Often, it begins with the very first step: The mere reporting or representation of rape is never a simple matter. It is already encrusted under layers of prejudgements and prejudice, and increasingly subject to a fog of misinformation. The police are rarely trustworthy. We cannot seem to even get basic forensics right. And, increasingly, the judiciary is distinguishing itself only by its own evasions. We don’t know what the result of the Supreme Court’s suo-motu cognisance of this case will be.
Hopefully, justice in this one instance will get done. But it will be hard to represent this decision as above politics. At the very least, it is not just an indictment of the press, politics and police in Kolkata. It is also a vote of no-confidence in the judiciary itself. A movement for new laws is easy. Creating the sustained political pressure to reform the judiciary or police to the point that they can dispense justice is almost impossible. After decades of civil society activism, not one political party has committed to police or judicial reform. Not one voter votes on the issue. So “justice by mobilisation” is a script we will episodically repeat to no enduring effect.
But most importantly, the sincere, even if limited, yearning of the protest movements runs up against the obdurate reality of a different kind of politicisation: The idea that, even in death, women’s bodies are merely political instruments. In most other parts of India, it is often community pride that is the alibi for this instrumentalisation, or sometimes even the halo around religious figures: Think of the shenanigans in the case of Ram Rahim or Asaram Bapu. In this case, the conduct of the West Bengal government is nauseating. But it is of a piece with West Bengal’s recent history.
We often forget that, particularly since the days of the CPM, rape has been politicised along party lines in West Bengal. The CPM website in West Bengal will have entries on the TMC entitled “Rape as a Political Weapon,” and the TMC will return the favour in accusations. Amta, Singur, Nandigram, Sandeshkhali, Park Street and so forth, the geography of politicised rapes in West Bengal is extensive.
Mamata Banerjee, as a chief minister, has a dodgy history of public pronouncements in rape cases that make it easy to cast doubt on her credibility. But, in some senses, the West Bengal government’s response at the official level — evasion, clamping down on critics, and then being unable to prevent violence if not actively fomenting it — is truly an abomination. The sight of a chief minister leading an agitation against god-knows-what was again a form of indignity to the victim. On top of the alleged cover-up or incompetence, politicisation is added to the spectacle of a political pantomime where the chief minister chooses to play victim.

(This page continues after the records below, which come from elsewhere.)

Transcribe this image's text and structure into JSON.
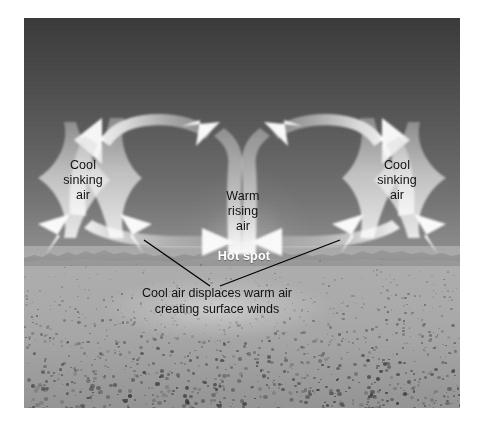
{
  "figure": {
    "type": "convection-cell-diagram",
    "labels": {
      "cool_left": "Cool\nsinking\nair",
      "cool_right": "Cool\nsinking\nair",
      "warm_center": "Warm\nrising\nair",
      "hot_spot": "Hot spot",
      "caption": "Cool air displaces warm air\ncreating surface winds"
    },
    "colors": {
      "sky_top": "#3a3a3a",
      "sky_horizon": "#8e8e8e",
      "ground": "#a8a8a8",
      "arrow": "#f2f2f2",
      "label_text": "#111111",
      "hotspot_text": "#ffffff",
      "leader_line": "#000000",
      "page_background": "#ffffff"
    },
    "elements": {
      "convection_cells": 2,
      "rising_column": "center",
      "sinking_columns": "left and right edges",
      "leader_lines": 2,
      "arrow_direction_left_cell": "counterclockwise",
      "arrow_direction_right_cell": "clockwise"
    }
  }
}
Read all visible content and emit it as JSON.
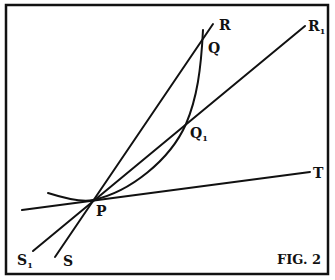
{
  "figure": {
    "caption": "FIG. 2",
    "ink_color": "#111111",
    "background": "#ffffff"
  },
  "labels": {
    "R": "R",
    "R1": "R",
    "R1_sub": "1",
    "Q": "Q",
    "Q1": "Q",
    "Q1_sub": "1",
    "T": "T",
    "P": "P",
    "S": "S",
    "S1": "S",
    "S1_sub": "1"
  },
  "lines": [
    {
      "name": "secant-SR",
      "from": "S",
      "to": "R",
      "through": [
        "P",
        "Q"
      ]
    },
    {
      "name": "secant-S1R1",
      "from": "S1",
      "to": "R1",
      "through": [
        "P",
        "Q1"
      ]
    },
    {
      "name": "tangent-PT",
      "through": [
        "P"
      ],
      "to": "T"
    }
  ],
  "curve": {
    "name": "curve",
    "through": [
      "P",
      "Q1",
      "Q"
    ]
  }
}
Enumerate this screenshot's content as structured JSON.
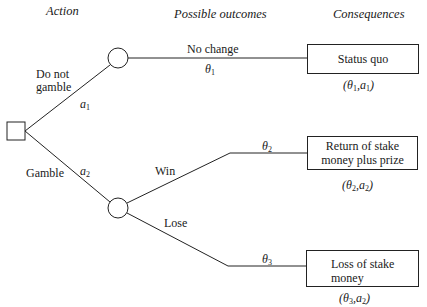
{
  "headers": {
    "action": "Action",
    "outcomes": "Possible outcomes",
    "consequences": "Consequences"
  },
  "actions": [
    {
      "id": "a1",
      "label_line1": "Do not",
      "label_line2": "gamble",
      "symbol": "a",
      "sub": "1"
    },
    {
      "id": "a2",
      "label": "Gamble",
      "symbol": "a",
      "sub": "2"
    }
  ],
  "outcomes": [
    {
      "id": "theta1",
      "label": "No change",
      "symbol": "θ",
      "sub": "1"
    },
    {
      "id": "theta2",
      "label": "Win",
      "symbol": "θ",
      "sub": "2"
    },
    {
      "id": "theta3",
      "label": "Lose",
      "symbol": "θ",
      "sub": "3"
    }
  ],
  "consequences": [
    {
      "text_line1": "Status quo",
      "pair": {
        "theta": "1",
        "a": "1"
      }
    },
    {
      "text_line1": "Return of stake",
      "text_line2": "money plus prize",
      "pair": {
        "theta": "2",
        "a": "2"
      }
    },
    {
      "text_line1": "Loss of stake",
      "text_line2": "money",
      "pair": {
        "theta": "3",
        "a": "2"
      }
    }
  ],
  "colors": {
    "stroke": "#222222",
    "background": "#ffffff"
  }
}
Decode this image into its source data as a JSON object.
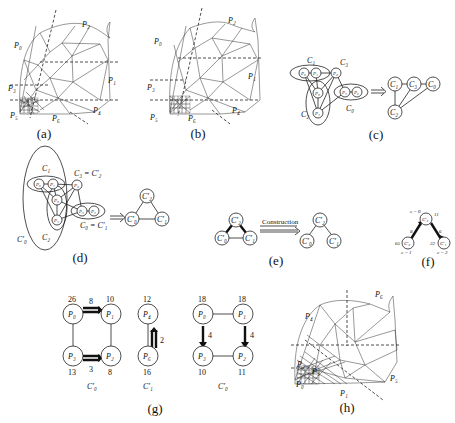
{
  "figure": {
    "panels": [
      {
        "id": "a",
        "caption": "(a)",
        "type": "mesh-partition",
        "labels": [
          "P₂",
          "P₀",
          "P₁",
          "P₃",
          "P₄",
          "P₅",
          "P₆"
        ]
      },
      {
        "id": "b",
        "caption": "(b)",
        "type": "mesh-partition",
        "labels": [
          "P₂",
          "P₀",
          "P₁",
          "P₃",
          "P₄",
          "P₅",
          "P₆"
        ]
      },
      {
        "id": "c",
        "caption": "(c)",
        "type": "cluster-graph",
        "clusters": [
          "C₁",
          "C₂",
          "C₃",
          "C₀"
        ],
        "processors": [
          "P₀",
          "P₁",
          "P₂",
          "P₃",
          "P₄",
          "P₅",
          "P₆"
        ],
        "result_nodes": [
          "C₁",
          "C₃",
          "C₀",
          "C₂"
        ]
      },
      {
        "id": "d",
        "caption": "(d)",
        "type": "merged-cluster-graph",
        "cluster_labels": [
          "C₁",
          "C₃ = C'₂",
          "C₂",
          "C₀ = C'₁",
          "C'₀"
        ],
        "processors": [
          "P₀",
          "P₁",
          "P₂",
          "P₃",
          "P₄",
          "P₅",
          "P₆"
        ],
        "result_nodes": [
          "C'₂",
          "C'₀",
          "C'₁"
        ]
      },
      {
        "id": "e",
        "caption": "(e)",
        "type": "construction",
        "arrow_label": "Construction",
        "left_nodes": [
          "C'₂",
          "C'₀",
          "C'₁"
        ],
        "right_nodes": [
          "C'₂",
          "C'₀",
          "C'₁"
        ]
      },
      {
        "id": "f",
        "caption": "(f)",
        "type": "weighted-tree",
        "nodes": [
          {
            "label": "C'₂",
            "load": "11",
            "annot": "c = 0"
          },
          {
            "label": "C'₀",
            "load": "65",
            "annot": "c = 1"
          },
          {
            "label": "C'₁",
            "load": "22",
            "annot": "c = 2"
          }
        ],
        "edge_weights": [
          "8",
          "6"
        ]
      },
      {
        "id": "g",
        "caption": "(g)",
        "type": "load-balance",
        "groups": [
          {
            "name": "C'₀",
            "nodes": [
              {
                "label": "P₀",
                "load": "26"
              },
              {
                "label": "P₁",
                "load": "10"
              },
              {
                "label": "P₃",
                "load": "13"
              },
              {
                "label": "P₂",
                "load": "8"
              }
            ],
            "flows": [
              "8",
              "3"
            ]
          },
          {
            "name": "C'₁",
            "nodes": [
              {
                "label": "P₄",
                "load": "12"
              },
              {
                "label": "P₆",
                "load": "16"
              }
            ],
            "flows": [
              "2"
            ]
          },
          {
            "name": "C'₀",
            "nodes": [
              {
                "label": "P₀",
                "load": "18"
              },
              {
                "label": "P₁",
                "load": "18"
              },
              {
                "label": "P₃",
                "load": "10"
              },
              {
                "label": "P₂",
                "load": "11"
              }
            ],
            "flows": [
              "4",
              "4"
            ]
          }
        ]
      },
      {
        "id": "h",
        "caption": "(h)",
        "type": "mesh-partition",
        "labels": [
          "P₆",
          "P₄",
          "P₂",
          "P₅",
          "P₀",
          "P₁",
          "P₃"
        ]
      }
    ]
  }
}
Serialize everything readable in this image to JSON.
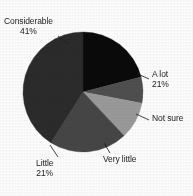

You would have thought that the one thing politicians would have learnt by now is at least a grammar of empathy. I don’t mean individualised empathy. But how hard is it in the face of moral outrage for all parties to get together and say that whatever our other differences, we have shared objectives to seek justice in this case; or for the leaders and Opposition parties to express their outrage and put forth a constructive plan for action, together? How difficult is it to seek cooperation across party lines to create credible investigation teams? It is often said that crime is an affront not just to an individual victim but to society as a whole. But the polarisation of Indian society is most deeply reflected, not in ideology, but in division over the most awful of crimes.
People are pointing out the hypocrisy in the BJP’s stance. It is agitating in Kolkata, aiming to unsettle the government. But this party is hardly a poster child for protecting women’s rights. There is, however, no inconsistency here: What is common is that whether evading justice or agitating for it, rape remains a political instrument. Even if, by chance, legal justice is done, the stench of a culture that instrumentalises human dignity, even in the aftermath of a horrendous crime, will remain.